The GOP base obviously had its issues with Mike Castle, culminating with the congressman’s cap-and-trade vote in 2009, but this was the wrong moment to punish Castle: cutting off their nose to spite their face.  Not only were the in-state consequences horrifying, Delaware threw away a senator who would have been #1 in seniority among the freshman class, given his 9 terms in the House, his former governorship, and his immediate swearing-in to fill the Biden vacancy.  In addition to losing a GOP seat in the United States Senate and giving the Delaware GOP some badly-needed life to continue a rebuilding process, we are left with ashes.  We burned down the village to save it.  Moreover, Castle was only going to serve the remaining 4 years of the Biden vacancy and then retire.  At least the GOP would have had the opportunity to groom a successor from a growing conservative bench.  We now have nothing – zip, zero, nada.

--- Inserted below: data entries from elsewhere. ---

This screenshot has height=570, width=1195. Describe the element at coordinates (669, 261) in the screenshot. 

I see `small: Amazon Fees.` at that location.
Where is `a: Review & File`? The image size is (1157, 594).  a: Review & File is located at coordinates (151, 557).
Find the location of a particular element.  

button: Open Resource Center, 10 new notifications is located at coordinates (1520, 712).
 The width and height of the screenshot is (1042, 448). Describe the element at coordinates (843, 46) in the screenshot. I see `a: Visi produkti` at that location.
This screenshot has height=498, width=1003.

That is not to say that Castle wasn’t warned of what was coming: according to the Weekly Standard, NRSC officials pleaded with Castle to get back to his base, take off the $600 suits, and win the GOP primary fair and square.  He had more than adequate warning, with conservative victories on the march from Nevada to Colorado to Alaska – just weeks before the late Delaware primary.  If Fred Barnes is correct, Castle refused the advice of the NRSC and badly mishandled the O’Donnell threat.

However, in the final analysis I do not understand the logic of demanding ideological purity when the choices are as follows: a near-guaranteed win for someone who agrees with you 60% of the time; or taking a long-shot risk with someone who agrees with you 100% of the time.  Instead we got, perhaps for life, a new senator who agrees with us zero percent of the time.  Castle has been wrong on environmental issues for years.  So be it.  You take the good with the bad in this business.  Cap-and-trade wasn’t going to be enacted with a GOP Senate majority in any case.  We accomplish nothing if we are out of power.  Moreover, Castle wanted to make the Bush tax cuts permanent, cut spending, repeal and replace Obamacare, and strengthen national defense.  This is a good start for me.  Senator-elect Coons shares none of these objectives.

I am not pleased or impressed with Palin’s track record this cycle: she has proven that she cannot carry water in her own state; and she, Levin, Hannity and DeMint made a serious miscalculation in Delaware.  Palin’s lame explanation that Castle would not have necessarily won the seat and that it was “worth a shot” is not only wrong, but it further demonstrates that she is not worthy of being the GOP standard bearer in 2012.  Everyone recognizes that the Tea Party movement has been a tremendous asset to the GOP and that the two institutions can work together to rebuild a center-right coalition for the foreseeable future.  But the Tea Party types must recognize that there are limits to which an electorate will move in blue states, and that you must nominate, in Bill Buckley’s theorem, the most electable conservative. 

And, ultimately, candidate quality counts – particularly to independent voters.  O’Donnell, Buck, and Angle were not ready for prime-time and the scrutiny that accompanies conservative candidates in races of this magnitude.  Is this fair to GOP conservatives? No.  But it is reality.